■ **MATERIAL PROVIDED**:
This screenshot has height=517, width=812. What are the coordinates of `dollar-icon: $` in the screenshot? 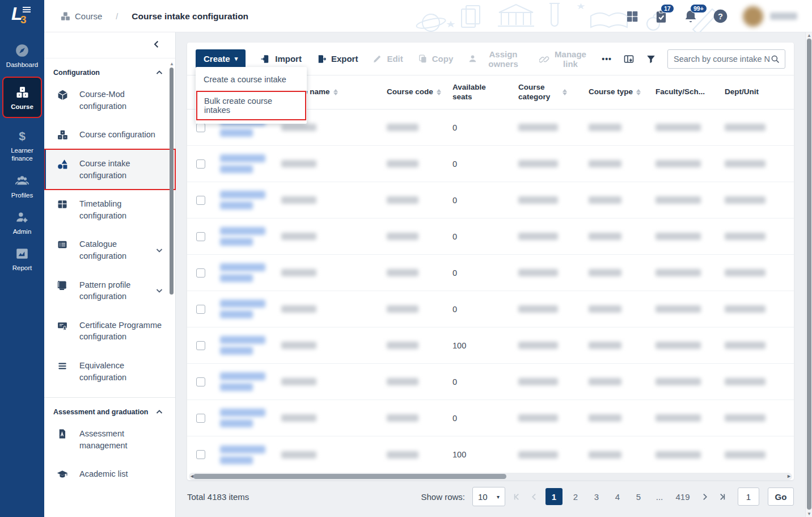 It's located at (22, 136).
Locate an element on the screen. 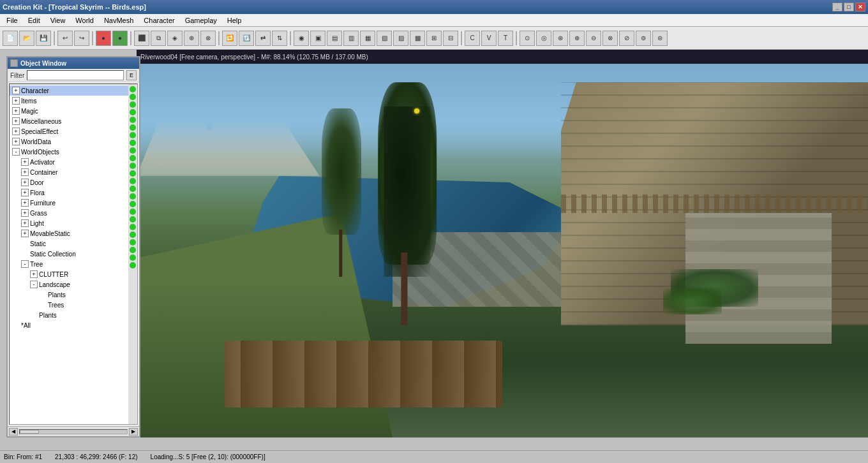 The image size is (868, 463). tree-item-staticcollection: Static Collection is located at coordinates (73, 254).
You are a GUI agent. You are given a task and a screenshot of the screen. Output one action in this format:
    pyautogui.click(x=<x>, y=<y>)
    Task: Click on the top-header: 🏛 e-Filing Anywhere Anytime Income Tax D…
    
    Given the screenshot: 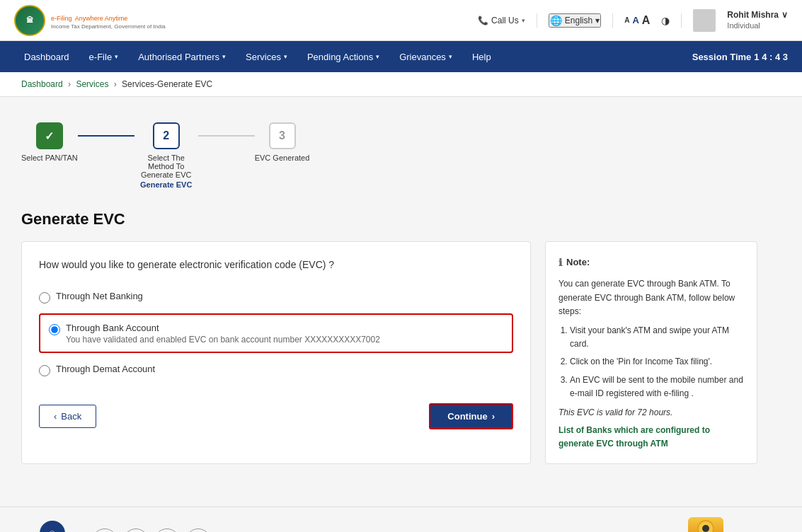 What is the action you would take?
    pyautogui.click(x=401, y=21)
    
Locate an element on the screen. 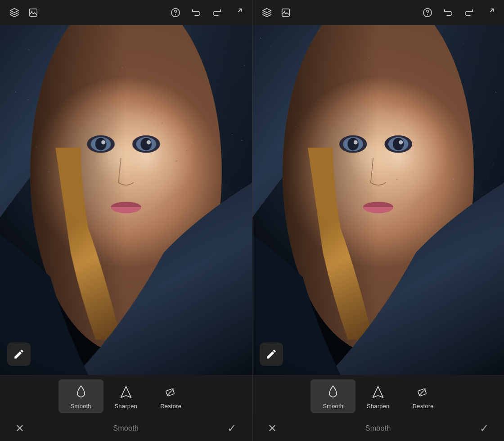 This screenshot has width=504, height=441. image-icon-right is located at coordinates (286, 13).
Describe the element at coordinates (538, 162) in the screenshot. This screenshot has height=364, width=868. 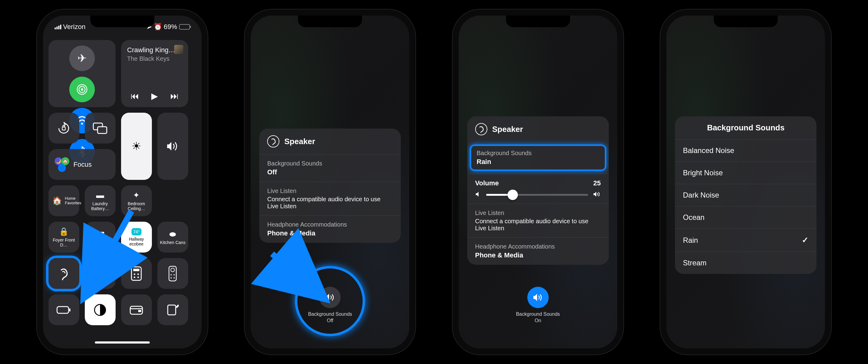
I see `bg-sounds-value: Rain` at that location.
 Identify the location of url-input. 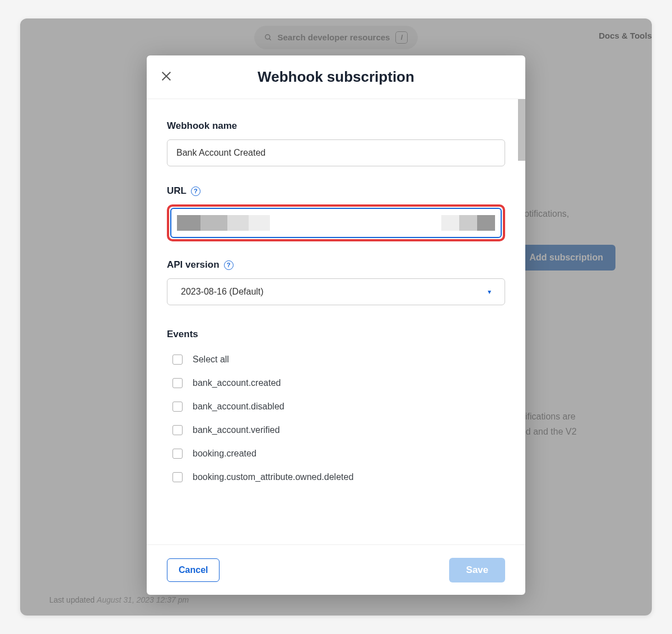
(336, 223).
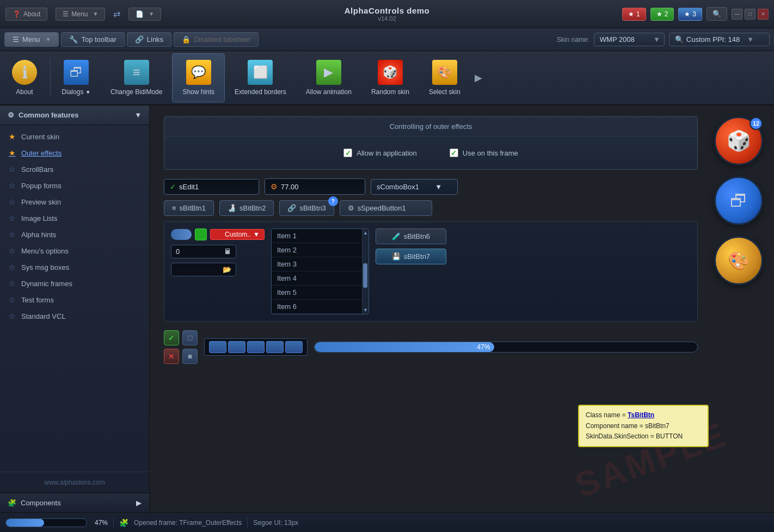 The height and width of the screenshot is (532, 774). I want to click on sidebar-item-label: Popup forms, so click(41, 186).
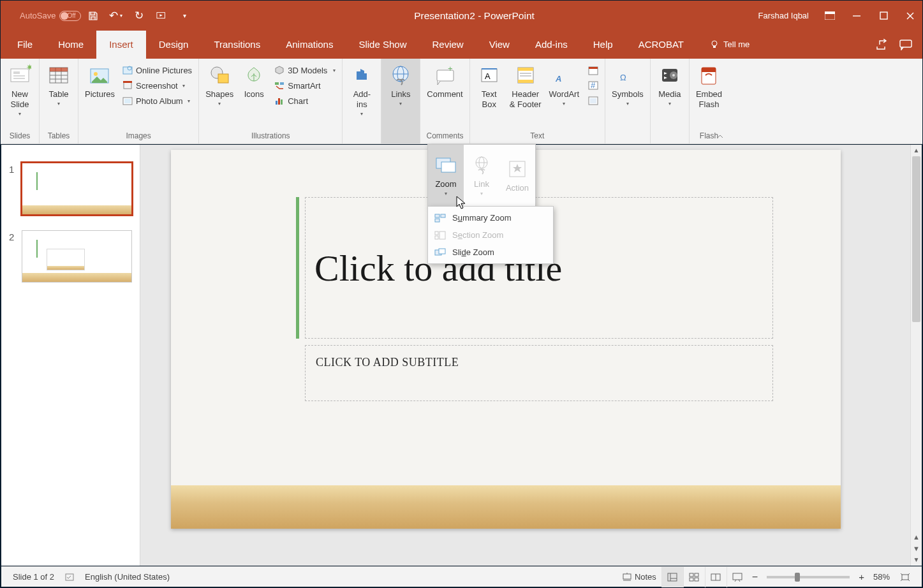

■ **TASK OBJECTIVE**:
Beginning with the line holding "Describe the element", copy each line exactly through the end of the records above, and leave every picture out.

■ **TASK ANSWER**:
Describe the element at coordinates (538, 162) in the screenshot. This screenshot has height=364, width=868. 
I see `bg-sounds-value: Rain` at that location.
 Identify the location of url-input. 
(336, 223).
 The height and width of the screenshot is (532, 774). I want to click on sidebar-item-label: Popup forms, so click(41, 186).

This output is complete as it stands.